Source data
[Start of Attachment]
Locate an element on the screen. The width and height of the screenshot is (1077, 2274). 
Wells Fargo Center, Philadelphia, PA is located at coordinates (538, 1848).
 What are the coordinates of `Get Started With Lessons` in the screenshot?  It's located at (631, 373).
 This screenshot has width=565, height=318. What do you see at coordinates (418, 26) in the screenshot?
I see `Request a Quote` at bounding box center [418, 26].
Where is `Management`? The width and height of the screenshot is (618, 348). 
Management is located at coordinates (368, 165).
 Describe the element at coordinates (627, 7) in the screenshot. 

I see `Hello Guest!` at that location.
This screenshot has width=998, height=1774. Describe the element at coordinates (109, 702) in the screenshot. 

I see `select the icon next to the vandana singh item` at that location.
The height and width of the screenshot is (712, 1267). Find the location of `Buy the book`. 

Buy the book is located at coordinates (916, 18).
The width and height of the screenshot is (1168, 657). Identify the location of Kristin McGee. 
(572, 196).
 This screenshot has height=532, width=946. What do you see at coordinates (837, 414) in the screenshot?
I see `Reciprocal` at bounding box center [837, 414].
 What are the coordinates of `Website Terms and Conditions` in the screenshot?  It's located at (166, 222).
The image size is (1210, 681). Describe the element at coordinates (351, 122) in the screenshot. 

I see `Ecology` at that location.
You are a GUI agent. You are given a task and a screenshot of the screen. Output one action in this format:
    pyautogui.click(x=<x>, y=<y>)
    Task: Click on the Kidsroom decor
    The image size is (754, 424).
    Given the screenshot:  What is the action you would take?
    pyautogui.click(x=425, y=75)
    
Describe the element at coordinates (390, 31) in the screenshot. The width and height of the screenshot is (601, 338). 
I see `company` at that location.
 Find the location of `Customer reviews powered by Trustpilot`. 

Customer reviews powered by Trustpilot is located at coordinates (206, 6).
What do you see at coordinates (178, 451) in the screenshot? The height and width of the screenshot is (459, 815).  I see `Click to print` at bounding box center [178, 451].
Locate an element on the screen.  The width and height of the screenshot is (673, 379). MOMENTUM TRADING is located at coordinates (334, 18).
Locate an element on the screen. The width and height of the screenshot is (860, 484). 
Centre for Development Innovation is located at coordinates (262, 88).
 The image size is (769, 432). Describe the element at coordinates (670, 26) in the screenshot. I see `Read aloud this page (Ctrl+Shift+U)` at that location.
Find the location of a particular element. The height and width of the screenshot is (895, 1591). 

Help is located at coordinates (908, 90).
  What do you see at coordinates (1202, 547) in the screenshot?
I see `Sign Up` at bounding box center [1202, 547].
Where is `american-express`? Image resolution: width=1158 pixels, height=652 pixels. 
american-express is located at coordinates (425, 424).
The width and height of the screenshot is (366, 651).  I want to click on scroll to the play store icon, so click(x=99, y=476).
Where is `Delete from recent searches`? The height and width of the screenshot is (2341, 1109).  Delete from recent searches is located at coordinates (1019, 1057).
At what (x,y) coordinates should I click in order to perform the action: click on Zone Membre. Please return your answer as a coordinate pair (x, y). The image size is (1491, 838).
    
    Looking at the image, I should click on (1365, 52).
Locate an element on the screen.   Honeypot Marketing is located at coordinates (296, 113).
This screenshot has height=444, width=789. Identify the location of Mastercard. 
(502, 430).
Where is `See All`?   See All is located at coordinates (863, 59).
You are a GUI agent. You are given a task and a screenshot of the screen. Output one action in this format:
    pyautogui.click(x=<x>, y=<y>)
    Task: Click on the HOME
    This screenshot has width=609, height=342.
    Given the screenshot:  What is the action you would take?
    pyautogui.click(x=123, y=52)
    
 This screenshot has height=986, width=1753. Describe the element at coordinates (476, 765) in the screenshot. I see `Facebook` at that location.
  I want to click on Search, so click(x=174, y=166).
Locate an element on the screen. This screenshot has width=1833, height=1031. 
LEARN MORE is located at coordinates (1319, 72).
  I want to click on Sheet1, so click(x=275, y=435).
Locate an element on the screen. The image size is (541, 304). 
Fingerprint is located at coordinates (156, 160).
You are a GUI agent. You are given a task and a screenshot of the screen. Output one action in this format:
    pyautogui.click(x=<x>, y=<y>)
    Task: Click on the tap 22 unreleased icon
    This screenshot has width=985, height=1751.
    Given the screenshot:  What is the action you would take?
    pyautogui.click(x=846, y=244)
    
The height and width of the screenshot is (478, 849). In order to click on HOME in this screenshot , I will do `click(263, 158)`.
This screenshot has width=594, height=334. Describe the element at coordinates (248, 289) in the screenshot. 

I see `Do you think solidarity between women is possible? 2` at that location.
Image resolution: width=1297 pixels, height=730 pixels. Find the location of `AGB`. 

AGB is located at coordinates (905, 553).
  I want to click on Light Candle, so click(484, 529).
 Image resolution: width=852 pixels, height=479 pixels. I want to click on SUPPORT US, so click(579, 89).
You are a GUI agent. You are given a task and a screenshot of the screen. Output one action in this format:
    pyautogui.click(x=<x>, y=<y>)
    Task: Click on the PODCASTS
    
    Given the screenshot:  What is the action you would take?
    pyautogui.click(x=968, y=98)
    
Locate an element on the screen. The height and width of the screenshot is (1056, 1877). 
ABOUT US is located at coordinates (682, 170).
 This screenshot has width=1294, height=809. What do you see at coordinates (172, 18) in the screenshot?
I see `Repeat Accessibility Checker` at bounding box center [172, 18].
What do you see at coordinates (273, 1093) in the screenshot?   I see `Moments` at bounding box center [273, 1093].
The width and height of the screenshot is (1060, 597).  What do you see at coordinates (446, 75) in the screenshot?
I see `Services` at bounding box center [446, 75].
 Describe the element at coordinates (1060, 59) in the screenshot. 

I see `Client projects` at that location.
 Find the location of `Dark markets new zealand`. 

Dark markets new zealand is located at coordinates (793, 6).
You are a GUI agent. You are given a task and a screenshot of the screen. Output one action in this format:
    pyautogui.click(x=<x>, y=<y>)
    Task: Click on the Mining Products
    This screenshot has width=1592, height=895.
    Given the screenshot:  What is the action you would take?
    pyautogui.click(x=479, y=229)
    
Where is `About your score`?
[End of Attachment]
# [Task]
Write out the records in full, word for word.

# [Your response]
Locate an element on the screen. The width and height of the screenshot is (1077, 2274). 
Wells Fargo Center, Philadelphia, PA is located at coordinates (538, 1848).
 What are the coordinates of `Get Started With Lessons` in the screenshot?  It's located at (631, 373).
 This screenshot has width=565, height=318. What do you see at coordinates (418, 26) in the screenshot?
I see `Request a Quote` at bounding box center [418, 26].
Where is `Management`? The width and height of the screenshot is (618, 348). 
Management is located at coordinates (368, 165).
 Describe the element at coordinates (627, 7) in the screenshot. 

I see `Hello Guest!` at that location.
This screenshot has width=998, height=1774. Describe the element at coordinates (109, 702) in the screenshot. 

I see `select the icon next to the vandana singh item` at that location.
The height and width of the screenshot is (712, 1267). Find the location of `Buy the book`. 

Buy the book is located at coordinates (916, 18).
The width and height of the screenshot is (1168, 657). Identify the location of Kristin McGee. 
(572, 196).
 This screenshot has height=532, width=946. What do you see at coordinates (837, 414) in the screenshot?
I see `Reciprocal` at bounding box center [837, 414].
 What are the coordinates of `Website Terms and Conditions` in the screenshot?  It's located at (166, 222).
The image size is (1210, 681). Describe the element at coordinates (351, 122) in the screenshot. 

I see `Ecology` at that location.
You are a GUI agent. You are given a task and a screenshot of the screen. Output one action in this format:
    pyautogui.click(x=<x>, y=<y>)
    Task: Click on the Kidsroom decor
    The image size is (754, 424).
    Given the screenshot:  What is the action you would take?
    pyautogui.click(x=425, y=75)
    
Describe the element at coordinates (390, 31) in the screenshot. The width and height of the screenshot is (601, 338). 
I see `company` at that location.
 Find the location of `Customer reviews powered by Trustpilot`. 

Customer reviews powered by Trustpilot is located at coordinates (206, 6).
What do you see at coordinates (178, 451) in the screenshot? The height and width of the screenshot is (459, 815).  I see `Click to print` at bounding box center [178, 451].
Locate an element on the screen.  The width and height of the screenshot is (673, 379). MOMENTUM TRADING is located at coordinates (334, 18).
Locate an element on the screen. The width and height of the screenshot is (860, 484). 
Centre for Development Innovation is located at coordinates (262, 88).
 The image size is (769, 432). Describe the element at coordinates (670, 26) in the screenshot. I see `Read aloud this page (Ctrl+Shift+U)` at that location.
Find the location of a particular element. The height and width of the screenshot is (895, 1591). 

Help is located at coordinates (908, 90).
  What do you see at coordinates (1202, 547) in the screenshot?
I see `Sign Up` at bounding box center [1202, 547].
Where is `american-express`? Image resolution: width=1158 pixels, height=652 pixels. 
american-express is located at coordinates (425, 424).
The width and height of the screenshot is (366, 651).  I want to click on scroll to the play store icon, so click(x=99, y=476).
Where is `Delete from recent searches`? The height and width of the screenshot is (2341, 1109).  Delete from recent searches is located at coordinates (1019, 1057).
At what (x,y) coordinates should I click in order to perform the action: click on Zone Membre. Please return your answer as a coordinate pair (x, y). The image size is (1491, 838).
    
    Looking at the image, I should click on (1365, 52).
Locate an element on the screen.   Honeypot Marketing is located at coordinates (296, 113).
This screenshot has height=444, width=789. Identify the location of Mastercard. 
(502, 430).
Where is `See All`?   See All is located at coordinates (863, 59).
You are a GUI agent. You are given a task and a screenshot of the screen. Output one action in this format:
    pyautogui.click(x=<x>, y=<y>)
    Task: Click on the HOME
    This screenshot has width=609, height=342.
    Given the screenshot:  What is the action you would take?
    pyautogui.click(x=123, y=52)
    
 This screenshot has height=986, width=1753. Describe the element at coordinates (476, 765) in the screenshot. I see `Facebook` at that location.
  I want to click on Search, so click(x=174, y=166).
Locate an element on the screen. This screenshot has width=1833, height=1031. 
LEARN MORE is located at coordinates (1319, 72).
  I want to click on Sheet1, so click(x=275, y=435).
Locate an element on the screen. The image size is (541, 304). 
Fingerprint is located at coordinates (156, 160).
You are a GUI agent. You are given a task and a screenshot of the screen. Output one action in this format:
    pyautogui.click(x=<x>, y=<y>)
    Task: Click on the tap 22 unreleased icon
    This screenshot has width=985, height=1751.
    Given the screenshot:  What is the action you would take?
    pyautogui.click(x=846, y=244)
    
The height and width of the screenshot is (478, 849). In order to click on HOME in this screenshot , I will do `click(263, 158)`.
This screenshot has width=594, height=334. Describe the element at coordinates (248, 289) in the screenshot. 

I see `Do you think solidarity between women is possible? 2` at that location.
Image resolution: width=1297 pixels, height=730 pixels. Find the location of `AGB`. 

AGB is located at coordinates (905, 553).
  I want to click on Light Candle, so click(484, 529).
 Image resolution: width=852 pixels, height=479 pixels. I want to click on SUPPORT US, so click(579, 89).
You are a GUI agent. You are given a task and a screenshot of the screen. Output one action in this format:
    pyautogui.click(x=<x>, y=<y>)
    Task: Click on the PODCASTS
    
    Given the screenshot:  What is the action you would take?
    pyautogui.click(x=968, y=98)
    
Locate an element on the screen. The height and width of the screenshot is (1056, 1877). 
ABOUT US is located at coordinates (682, 170).
 This screenshot has width=1294, height=809. What do you see at coordinates (172, 18) in the screenshot?
I see `Repeat Accessibility Checker` at bounding box center [172, 18].
What do you see at coordinates (273, 1093) in the screenshot?   I see `Moments` at bounding box center [273, 1093].
The width and height of the screenshot is (1060, 597).  What do you see at coordinates (446, 75) in the screenshot?
I see `Services` at bounding box center [446, 75].
 Describe the element at coordinates (1060, 59) in the screenshot. 

I see `Client projects` at that location.
 Find the location of `Dark markets new zealand`. 

Dark markets new zealand is located at coordinates (793, 6).
You are a GUI agent. You are given a task and a screenshot of the screen. Output one action in this format:
    pyautogui.click(x=<x>, y=<y>)
    Task: Click on the Mining Products
    This screenshot has width=1592, height=895.
    Given the screenshot:  What is the action you would take?
    pyautogui.click(x=479, y=229)
    
Where is `About your score`?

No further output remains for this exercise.